/ English Dictionary |
WOODS
Pronunciation (US): | (GB): |
I. (noun)
Sense 1
Meaning:
The trees and other plants in a large densely wooded area
Synonyms:
Classified under:
Nouns denoting groupings of people or objects
Hypernyms ("woods" is a kind of...):
botany; flora; vegetation (all the plant life in a particular region or period)
Meronyms (members of "woods"):
underbrush; undergrowth; underwood (the brush (small trees and bushes and ferns etc.) growing beneath taller trees in a wood or forest)
tree (a tall perennial woody plant having a main trunk and branches forming a distinct elevated crown; includes both gymnosperms and angiosperms)
Hyponyms (each of the following is a kind of "woods"):
bosk (a small wooded area)
grove (a small growth of trees without underbrush)
jungle (an impenetrable equatorial forest)
rain forest; rainforest (a forest with heavy annual rainfall)
old growth; virgin forest (forest or woodland having a mature or overly mature ecosystem more or less uninfluenced by human activity)
second growth (a second growth of trees covering an area where the original stand was destroyed by fire or cutting)
Derivation:
woodsy (abounding in trees)
II. (verb)
Sense 1
Present simple (third person singular) of the verb wood
Context examples:
After having landed, they proceeded to search the country, parties going in different directions among the woods and vines.
(Frankenstein, by Mary Wollstonecraft Shelley)
There are wild beasts in the woods, and a race of queer men who do not like strangers to cross their country.
(The Wonderful Wizard of Oz, by L. Frank Baum)
Far away, from among the Kentish woods there rose a thin spray of smoke.
(The Memoirs of Sherlock Holmes, by Sir Arthur Conan Doyle)
When the moon came they set out, but they found no crumbs, for the many thousands of birds which fly about in the woods and fields had picked them all up.
(Fairy Tales, by The Brothers Grimm)
How I looked forward to catch the first view of the well-known woods!
(Jane Eyre, by Charlotte Brontë)
Perhaps to Hartfield, perhaps to the Abbey Mill, perhaps into his woods.
(Emma, by Jane Austen)
I do not think you will find your woods by any means worse stocked than they were.
(Mansfield Park, by Jane Austen)
She was tired of the woods and the shrubberies—always so smooth and so dry; and the abbey in itself was no more to her now than any other house.
(Northanger Abbey, by Jane Austen)
“If it were merely a fine house richly furnished,” said she, “I should not care about it myself; but the grounds are delightful. They have some of the finest woods in the country.”
(Pride and Prejudice, by Jane Austen)
Before us lay a green sloping land full of forests and woods, with here and there steep hills, crowned with clumps of trees or with farmhouses, the blank gable end to the road.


Task statement
Whenever a line of the records below contains the word "panel", copy that line.

** Opening Records for this exercise block **

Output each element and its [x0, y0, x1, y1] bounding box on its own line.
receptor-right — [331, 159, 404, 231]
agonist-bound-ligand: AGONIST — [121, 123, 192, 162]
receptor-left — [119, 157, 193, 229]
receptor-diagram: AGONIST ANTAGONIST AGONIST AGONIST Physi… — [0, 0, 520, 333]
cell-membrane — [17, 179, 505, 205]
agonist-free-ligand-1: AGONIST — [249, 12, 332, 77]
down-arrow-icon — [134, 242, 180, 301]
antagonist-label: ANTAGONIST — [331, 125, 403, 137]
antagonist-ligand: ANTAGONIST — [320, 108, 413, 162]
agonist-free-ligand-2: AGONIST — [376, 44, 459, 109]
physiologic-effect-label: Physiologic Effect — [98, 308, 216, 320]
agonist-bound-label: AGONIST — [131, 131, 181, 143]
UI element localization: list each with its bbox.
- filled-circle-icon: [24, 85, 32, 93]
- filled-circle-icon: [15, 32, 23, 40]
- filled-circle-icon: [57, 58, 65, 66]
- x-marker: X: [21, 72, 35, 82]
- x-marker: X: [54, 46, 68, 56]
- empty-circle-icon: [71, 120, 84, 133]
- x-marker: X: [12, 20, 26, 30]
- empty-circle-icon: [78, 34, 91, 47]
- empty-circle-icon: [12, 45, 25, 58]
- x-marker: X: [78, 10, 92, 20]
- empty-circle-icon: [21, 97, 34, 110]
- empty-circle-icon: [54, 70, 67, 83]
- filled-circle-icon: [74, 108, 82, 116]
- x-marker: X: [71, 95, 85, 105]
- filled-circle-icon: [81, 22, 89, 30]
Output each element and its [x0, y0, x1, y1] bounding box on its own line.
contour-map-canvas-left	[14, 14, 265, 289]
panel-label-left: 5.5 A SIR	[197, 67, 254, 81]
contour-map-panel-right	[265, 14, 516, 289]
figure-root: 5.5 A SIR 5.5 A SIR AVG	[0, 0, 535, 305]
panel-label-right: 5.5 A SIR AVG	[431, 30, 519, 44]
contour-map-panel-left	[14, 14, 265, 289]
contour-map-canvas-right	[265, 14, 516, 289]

** Closing Records for this exercise block **

Answer to this problem
panel-label-left: 5.5 A SIR	[197, 67, 254, 81]
contour-map-panel-right	[265, 14, 516, 289]
panel-label-right: 5.5 A SIR AVG	[431, 30, 519, 44]
contour-map-panel-left	[14, 14, 265, 289]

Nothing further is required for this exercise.